LIMA – The crisis caused by covid-19 in the labor markets of Latin America and the Caribbean had a greater impact on women, and more than four million of them have not been able to recover the jobs they held before the pandemic, recognized this Thursday 3 the International Labor Organization (ILO).

“Two years ago, when the crisis began in mid-March 2020, women were affected by a catastrophic loss of jobs and income,” said its regional director, Vinícius Pinheiro, when presenting the new ILO report.

Of the 23.6 million jobs for women that were lost at the worst moment of the crisis in the second quarter of 2020, at the end of 2021 some 4.2 million were still to be recovered.

In the case of men, on the other hand, the 26 million jobs lost at that time in the region had already been almost completely recovered.

As a result of the crisis, “female unemployment increased, but the most shocking thing was the massive exit from the labor force that took labor participation rates to levels not seen two decades ago,” Pinheiro commented.

The regional participation rate of women, which hovered around 41% in the early 1990s, had risen steadily to 52.3%, as an average for the first three months of 2019. In the same period of 2020, it fell to 47 % and reached 43%.

In 2021, the participation rate registered an insufficient recovery, as it rose to 49.7%, 2.5 percentage points below pre-pandemic levels.

Regarding unemployment, for the third quarter of 2021 the average rate was 12.4%, the same as in 2020, which indicates that there has been no improvement and that it must drop significantly to return to 9.7%.

It is well above the unemployment rate for men, 8.3%.

The ILO analysis says that the measures adopted to address the health emergency, such as the widespread closure of educational and care centers, had a negative impact on female labor participation.

To this was added that the sectors of activity where the social isolation measures had the most impact (commerce, restaurants and hotels, and leisure activities, among others) are intensive in female labor.

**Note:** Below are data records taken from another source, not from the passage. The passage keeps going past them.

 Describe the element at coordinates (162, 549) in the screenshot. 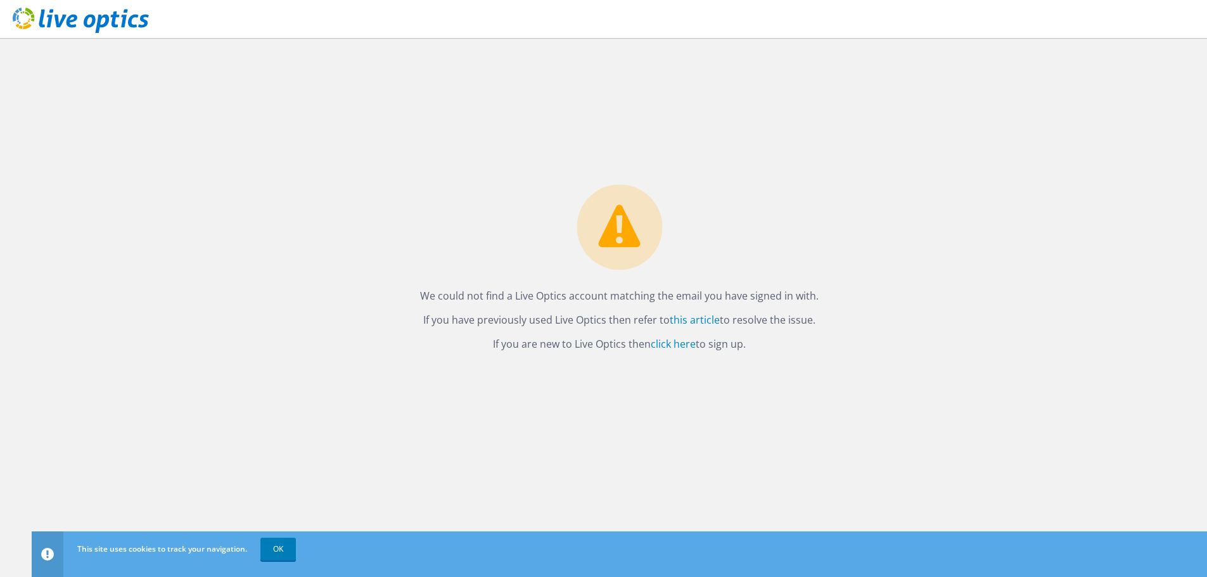

I see `span: This site uses cookies to track your navigation.` at that location.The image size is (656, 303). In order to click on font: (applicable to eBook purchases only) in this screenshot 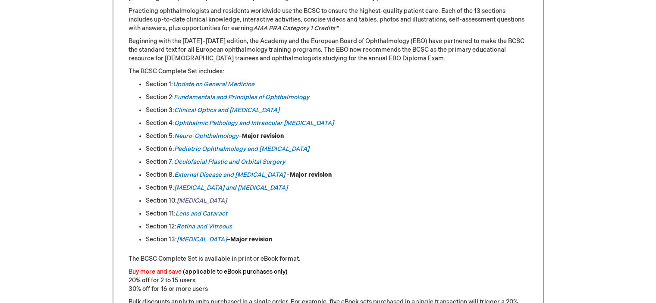, I will do `click(235, 272)`.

In turn, the impact was greater in informal employment and in micro, small and medium-sized enterprises where female employment also predominates. Domestic work, where 91% of employment is female and 72% informal, was affected by considerable job losses.

The pandemic “exacerbated existing structural inequalities. Rural women, heads of households with young children, those with less training and education, indigenous and Afro-descendant women have been more affected,” said Roxana Maurizio, regional specialist in labor economics at the ILO.

“Gender gaps, both in participation and in income, are persistent in women with lower incomes and lower educational levels,” she remarked.

The ILO maintains that “gender equality considerations must be an intrinsic component of the design, elaboration, application and analysis of the results of all programs and strategies, policies, laws and regulations implemented during the pandemic and in the recovery stage.

The document released in this capital also indicates that the sectoral stimulus measures should not be withdrawn in advance to consolidate the recovery, especially in sectors with a majority proportion of working women.

Nor should income transfer measures or aid in kind be withdrawn to guarantee the minimum conditions that allow the growth of employment in the region to be sustained.

Finally, it considers that investment in care is fundamental both for the generation of quality employment and for the full insertion of women in the labor market.